Media sexes up seismic severity shocker

For seismologists, the vast disparity between the human lifespan and the timescales over which geological processes operate is not just a conceptual problem, but also a practical one. One of their most important tasks is to assess the “seismic hazard” – a probabilistic estimate of the severity of ground shaking from an earthquake an area is likely to experience over the next 50 or 100 years (the USGS have some good background on this) – useful information to have when considering where, and how strongly, to build high-rise buildings, bridges, or nuclear power plants. However, to accurately estimate this risk, you not only need to know where all the faults are, you also need to have some idea of their past form: how often do they rupture? How severe were the earthquakes when they did?
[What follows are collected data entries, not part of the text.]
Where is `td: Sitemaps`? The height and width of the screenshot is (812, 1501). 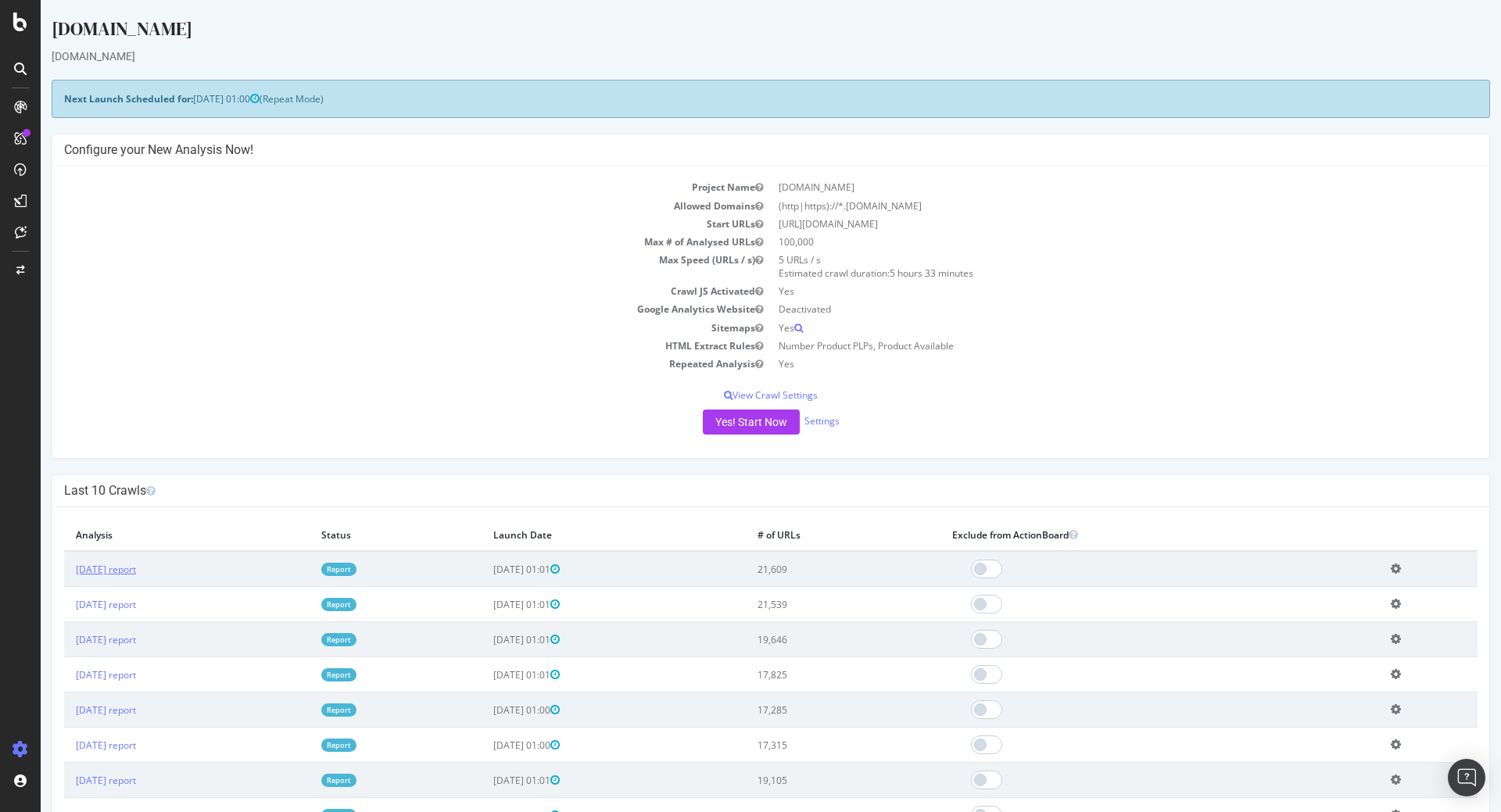 td: Sitemaps is located at coordinates (377, 328).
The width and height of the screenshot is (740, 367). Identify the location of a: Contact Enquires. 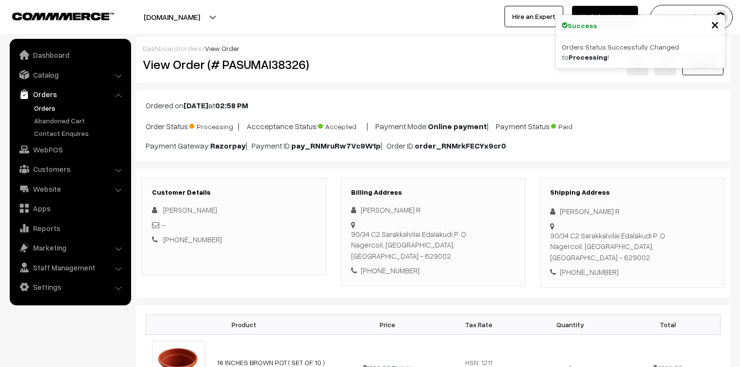
(80, 133).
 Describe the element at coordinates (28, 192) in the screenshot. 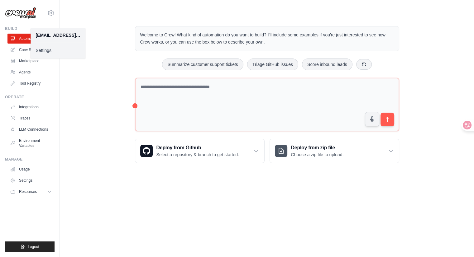

I see `span: Resources` at that location.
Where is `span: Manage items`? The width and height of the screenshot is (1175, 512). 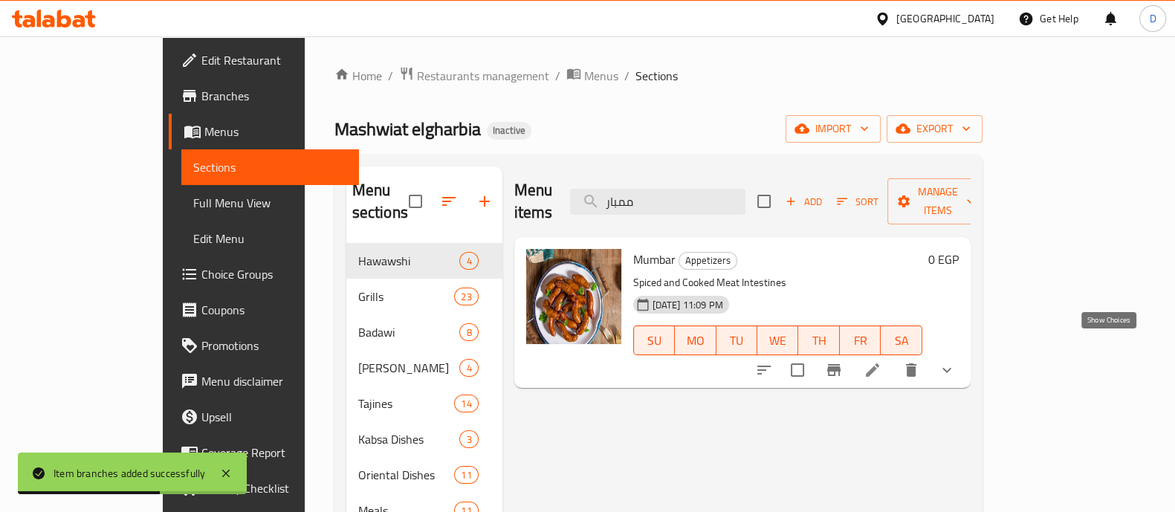
span: Manage items is located at coordinates (938, 201).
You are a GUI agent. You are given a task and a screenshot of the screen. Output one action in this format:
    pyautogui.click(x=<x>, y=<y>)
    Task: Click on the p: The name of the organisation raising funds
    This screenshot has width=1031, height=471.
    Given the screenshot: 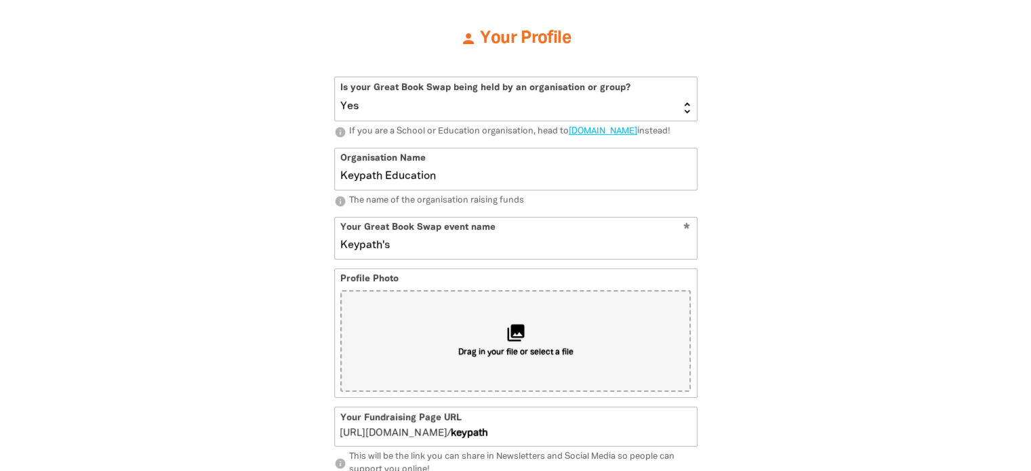 What is the action you would take?
    pyautogui.click(x=516, y=201)
    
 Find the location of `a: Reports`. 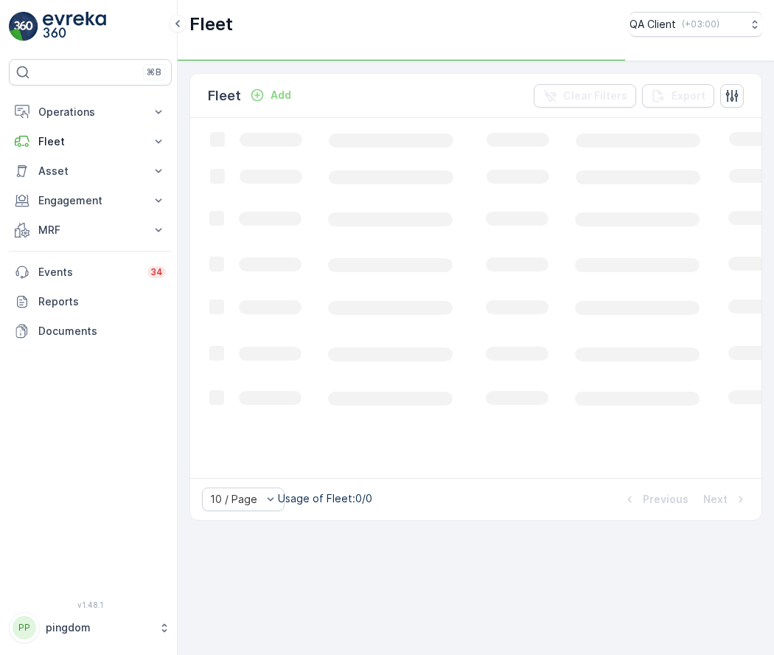

a: Reports is located at coordinates (90, 302).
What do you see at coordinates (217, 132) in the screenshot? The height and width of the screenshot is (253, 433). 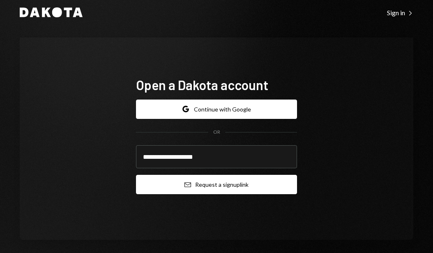 I see `div: OR` at bounding box center [217, 132].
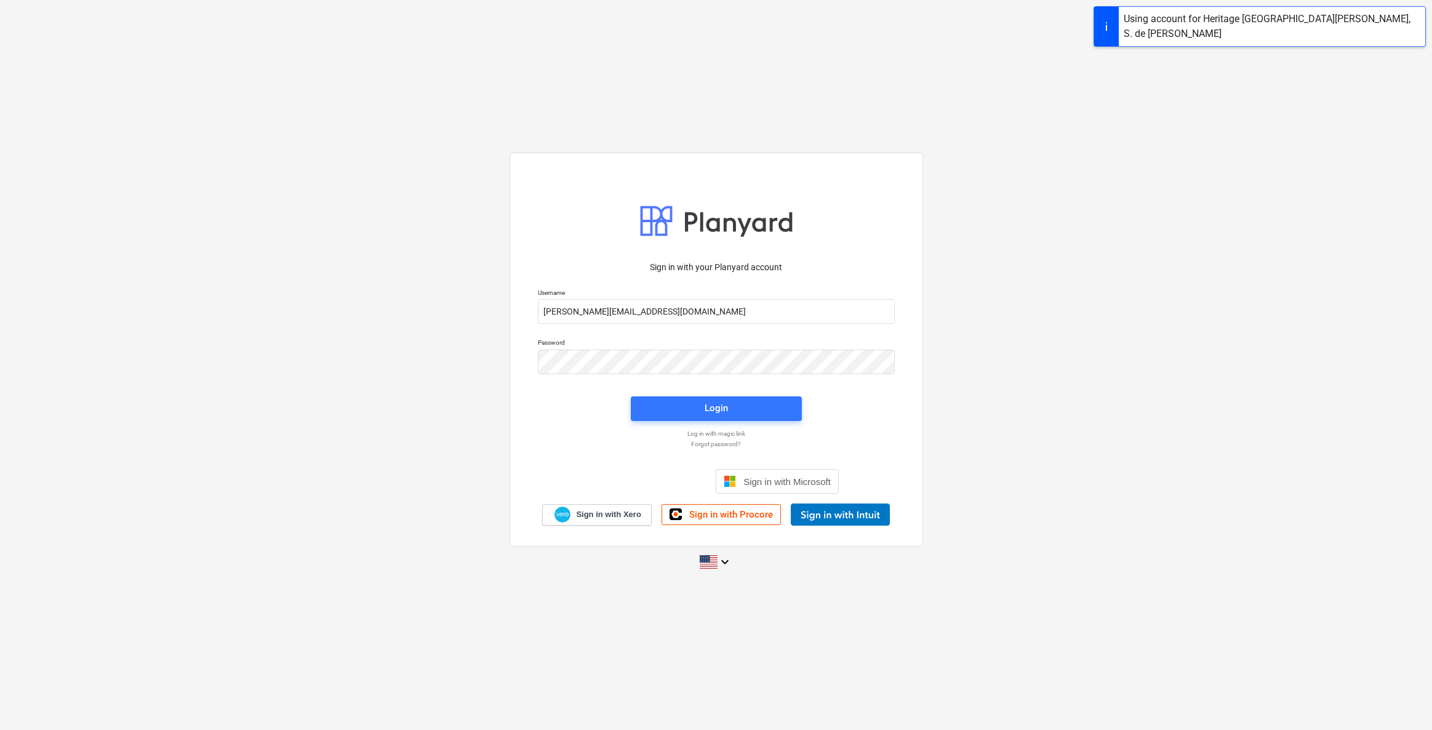  Describe the element at coordinates (721, 514) in the screenshot. I see `a: Sign in with Procore` at that location.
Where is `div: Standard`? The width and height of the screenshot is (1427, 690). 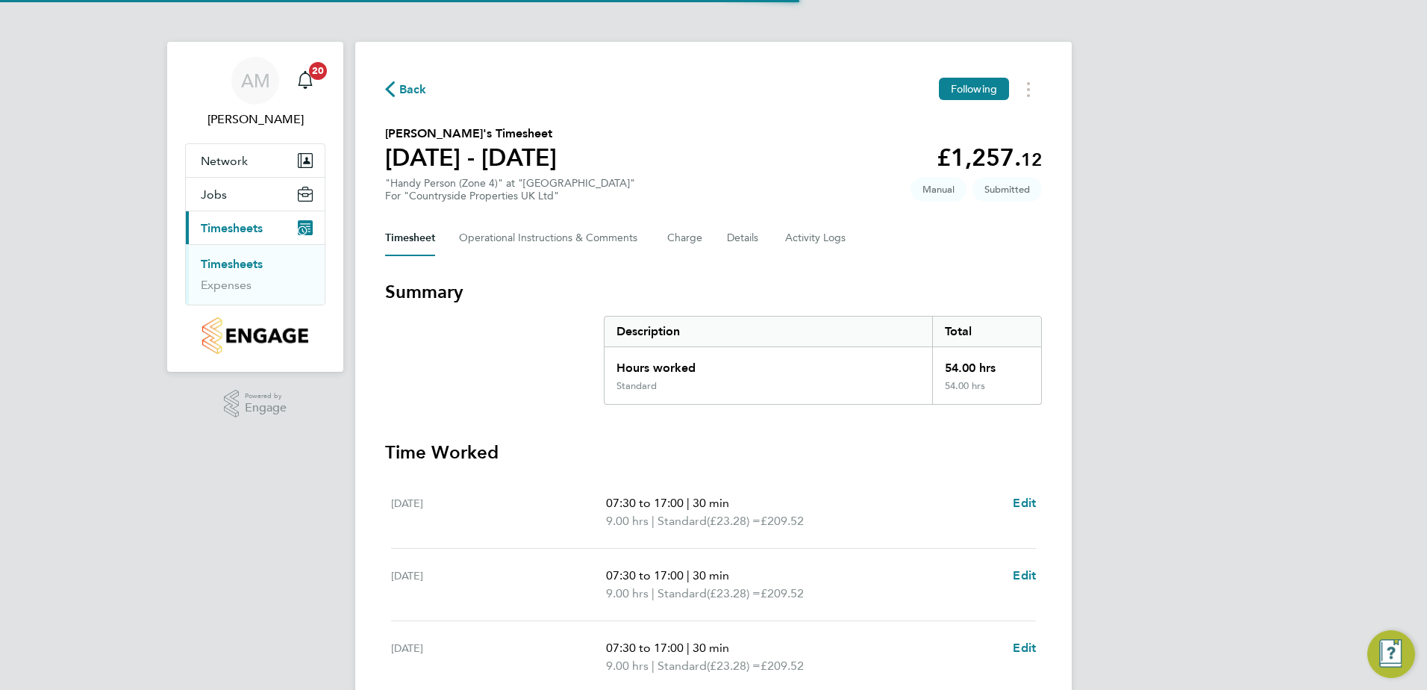 div: Standard is located at coordinates (637, 386).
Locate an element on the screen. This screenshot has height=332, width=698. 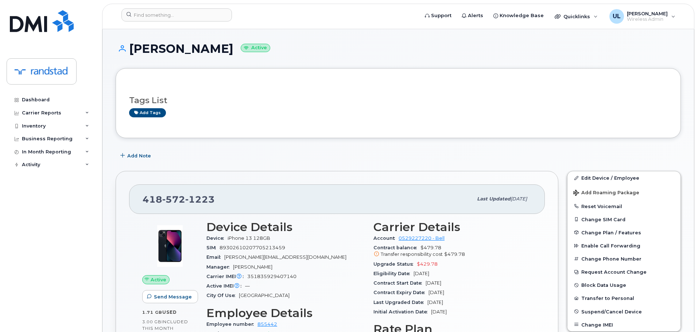
span: Account is located at coordinates (386, 238).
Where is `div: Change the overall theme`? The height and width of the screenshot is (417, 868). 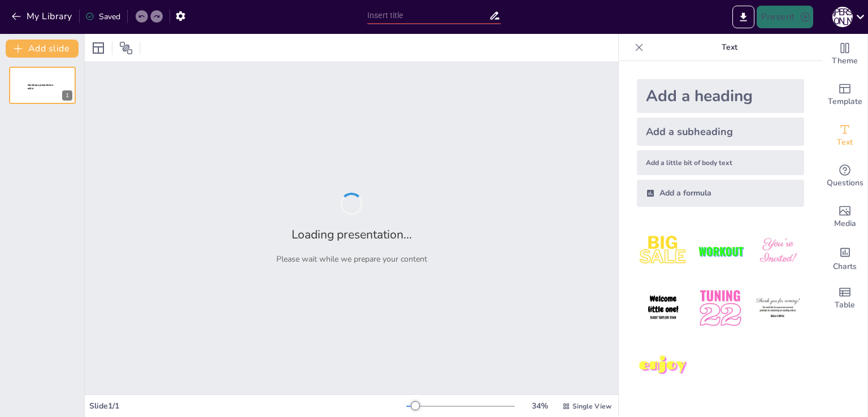
div: Change the overall theme is located at coordinates (845, 54).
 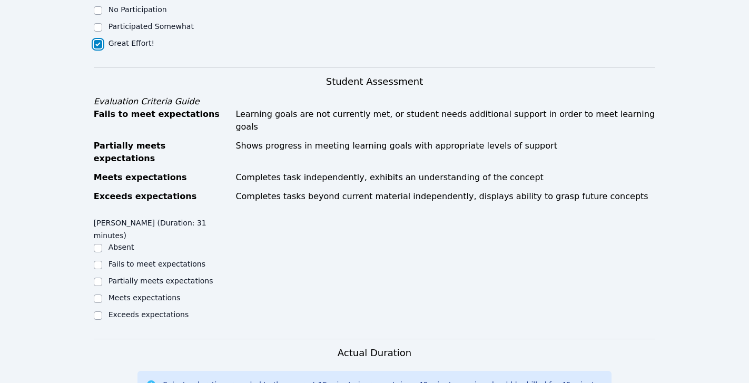 What do you see at coordinates (151, 26) in the screenshot?
I see `label: Participated Somewhat` at bounding box center [151, 26].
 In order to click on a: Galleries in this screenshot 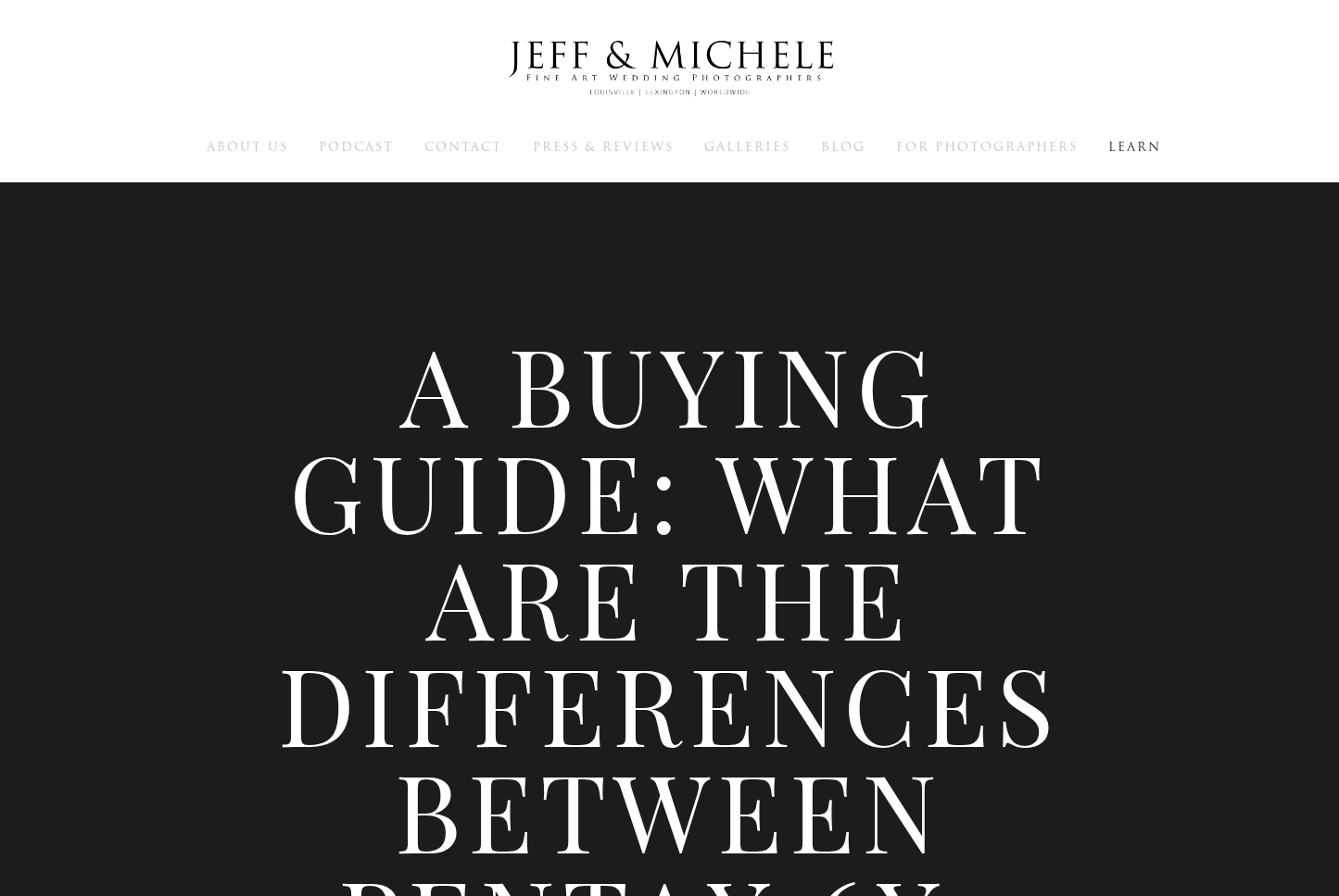, I will do `click(747, 146)`.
For a decent picture of typical fault behaviour, you need a record of activity stretching over several cycles of strain build-up and rupture. Unfortunately, for a typical fault the period of each cycle can be hundreds of years, meaning that we need data stretching back far further than the advent of seismometers. Instead, we hit the history books; large earthquakes do tend to get noticed and written about, so by looking back at historical accounts of the damage caused by earthquakes you can start to construct a longer-term picture of earthquake activity in a particular area, and hence more accurately estimate the seismic hazard.
However, a written account is no seismogram, and given our reliance on historical records it is important to get an idea of how eyewitness accounts of severity match up to more objective measures. This is exactly what Susan Hough and Prabhas Pande set out to do in a recent study published in the Bulletin of the Seismological Society of America (doi). They estimated the intensity of the Bhuj earthquake, a large (magnitude 7.6) interplate earthquake which hit India in January 2001, from two independent sources: contemporary media accounts, and an extensive post-quake survey conducted by the Indian Geological Survey. Comparable intensity scales, based on building damage and peoples’ perceptions of shaking in a particular location, were used in both cases. As you would expect, the two datasets both showed the estimated shaking intensity decreased with distance from the earthquake epicentre. However, this falling away happened more slowly in the map produced from the media reports than in the map produced from the physical survey data; the zone estimated from media reports to be affected by a particular shaking intensity was wider than indicated by the more rigorous survey, particularly at higher shaking intensities. Hough and Pande calculated a ‘media bias’ parameter which estimated how much wider the zones based on the media reports were than the zones estimated from the direct survey: the plot below shows that shaking of intensity 4-6 was estimated to extend around 20% further away from the epicentre than it actually did, and shaking of intensity 7 and above about 50% further away.

Eqbias.png

It is unsurprising that estimates from media accounts, which by their nature tend to emphasise the more extreme destructive events, tend to be overestimates of the actual intensity. This study demonstrates that for large earthquakes, these overestimates can be significant, and need to be taken into account when considering historical earthquake records. What is doesn’t tell us is if the degree of bias can be easily estimated and thus corrected for, or whether it varies significantly depending on the type and location of the earthquake. Establishing that will require many more studies of this kind.